Toward the fast blind docking of a peptide to a target protein by using a four-body statistical pseudo-potential
- PMID: 19939735
- DOI: 10.1016/j.compbiolchem.2009.10.005
Toward the fast blind docking of a peptide to a target protein by using a four-body statistical pseudo-potential
Abstract
In vitro molecular evolution creates a lot of peptide aptamers that bind to each target protein. In many cases, their binding sites on a protein surface are not known. Then, predicting the binding sites through computation within a reasonable time is desirable. With this aim, we have developed a novel system of fast and robust blind docking of a peptide to a fixed protein structure at low computational costs. Our algorithm is based on the following scheme. Representing each of the amino acid residues by a single point corresponding to its side-chain center, the structure of a target protein and that of a ligand peptide are coarse-grained. The peptide, which is described as a flexible bead model, is movable along the grid-points which are set surrounding the protein. An arbitrary state of the protein-peptide complex is subjected to Delaunay tessellation.
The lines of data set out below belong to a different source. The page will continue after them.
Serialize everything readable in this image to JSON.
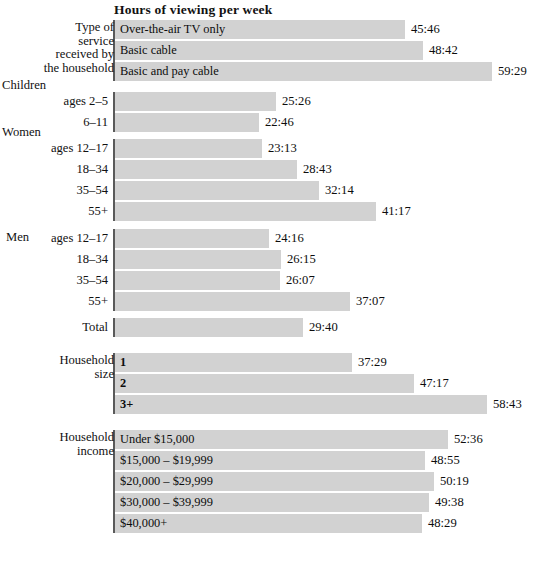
{
  "chart_data": {
    "type": "bar",
    "title": "Hours of viewing per week",
    "xlabel": "",
    "ylabel": "",
    "orientation": "horizontal",
    "grid": false,
    "legend": false,
    "value_format": "hours:minutes",
    "xlim": [
      0,
      60
    ],
    "groups": [
      {
        "group_label": "Type of\nservice\nreceived by\nthe household",
        "group_label_align": "right",
        "label_inside_bar": true,
        "categories": [
          "Over-the-air TV only",
          "Basic cable",
          "Basic and pay cable"
        ],
        "values": [
          "45:46",
          "48:42",
          "59:29"
        ],
        "values_hours": [
          45.77,
          48.7,
          59.48
        ]
      },
      {
        "group_label": "Children",
        "group_label_align": "left",
        "label_inside_bar": false,
        "categories": [
          "ages 2–5",
          "6–11"
        ],
        "values": [
          "25:26",
          "22:46"
        ],
        "values_hours": [
          25.43,
          22.77
        ]
      },
      {
        "group_label": "Women",
        "group_label_align": "left",
        "label_inside_bar": false,
        "categories": [
          "ages 12–17",
          "18–34",
          "35–54",
          "55+"
        ],
        "values": [
          "23:13",
          "28:43",
          "32:14",
          "41:17"
        ],
        "values_hours": [
          23.22,
          28.72,
          32.23,
          41.28
        ]
      },
      {
        "group_label": "Men",
        "group_label_align": "inline-left",
        "label_inside_bar": false,
        "categories": [
          "ages 12–17",
          "18–34",
          "35–54",
          "55+"
        ],
        "values": [
          "24:16",
          "26:15",
          "26:07",
          "37:07"
        ],
        "values_hours": [
          24.27,
          26.25,
          26.12,
          37.12
        ]
      },
      {
        "group_label": "",
        "group_label_align": "right",
        "label_inside_bar": false,
        "categories": [
          "Total"
        ],
        "values": [
          "29:40"
        ],
        "values_hours": [
          29.67
        ]
      },
      {
        "group_label": "Household\nsize",
        "group_label_align": "right",
        "label_inside_bar": true,
        "label_bold": true,
        "categories": [
          "1",
          "2",
          "3+"
        ],
        "values": [
          "37:29",
          "47:17",
          "58:43"
        ],
        "values_hours": [
          37.48,
          47.28,
          58.72
        ]
      },
      {
        "group_label": "Household\nincome",
        "group_label_align": "right",
        "label_inside_bar": true,
        "categories": [
          "Under  $15,000",
          "$15,000 –  $19,999",
          "$20,000 –  $29,999",
          "$30,000 –  $39,999",
          "$40,000+"
        ],
        "values": [
          "52:36",
          "48:55",
          "50:19",
          "49:38",
          "48:29"
        ],
        "values_hours": [
          52.6,
          48.92,
          50.32,
          49.63,
          48.48
        ]
      }
    ]
  },
  "colors": {
    "bar_fill": "#d2d2d2",
    "axis_line": "#5a5a5a",
    "text": "#111111",
    "background": "#ffffff"
  }
}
Then, the fitness of a peptide-coordination to the protein is measured by a four-body statistical pseudo-potential. Through 1000 trials of a simple hill-climbing optimization, the best 15 peptide-coordinations with the 1st-15th highest fitness values are selected as candidates for the putative coordination. Retrieving the available 28 protein-peptide complexes from the Protein Databank, we carried out the blind docking test for each system. The best 15 peptide-coordinations fell into several clusters by the cluster analysis based on their spatial distribution. We found that, in most cases, the largest cluster or second largest cluster correspond to nearly correct binding sites, and that the mean (+/- standard deviation) of GTGD over all the 28 cases is 4.8 A(+/-3.8 A), where GTGD represents the distance from the putative binding site to the correct binding site.